Closed mthalman closed 1 year ago

mthalman commented 1 year ago

This updates the test project to reflect the changes that were made in https://github.com/dotnet/dotnet-docker/pull/4207 and to conform to the new test script contract defined by https://github.com/dotnet/docker-tools/pull/1082. This means the test project no longer filters tests by product version but rather by Dockerfile path.

This change made it very cumbersome to attempt to adapt the existing SkippableTheoryAttribute class to use the Dockerfile path data in order to determine which tests to skip. So instead of doing that, I got rid of it entirely and went with a different approach. Each of the test projects defined its own set of test data. This data was largely duplicated amongst the classes except for WCF and SDK tests which needed to limit which versions they tested (hence the need for SkippableTheoryAttribute).
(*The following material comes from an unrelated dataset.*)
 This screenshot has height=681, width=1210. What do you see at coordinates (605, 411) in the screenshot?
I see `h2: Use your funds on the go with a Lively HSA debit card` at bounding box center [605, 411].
I consolidated all of that test data into one set which all the test classes use. Then I made use of the Xunit.SkippableFact NuGet package. This provides its own SkippableTheoryAttribute that, when used, allows the code to throw a SkipException to indicate that the test should be skipped. It also provides some helper methods that will throw a SkipException based on a condition. This then allowed me to reimplement the skip logic based on version in a much more straightforward manner.
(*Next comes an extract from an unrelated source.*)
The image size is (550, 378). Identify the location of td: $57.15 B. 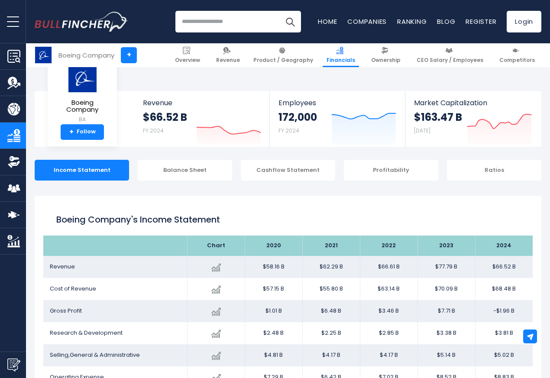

mthalman commented 1 year ago

I made some changes to handle a case where it was still running into the XUnit issue of having an empty set for the member data. That can happen when the paths filter causes the image for a given image type to be filtered out. For example, a 3.5 test leg would have the following paths specified:

There is no wcf path here, by design, so this causes the WCF tests to end up with an empty set of image data and XUnit throws. To work around this, I've added code to compensate for this scenario by injecting a null ImageDescriptor as a placeholder to allow the test to detect and skip execution in that case. I've also added some validation logic to ensure we only end up in that state for this expected scenario. This also applies to the SDK-only tests.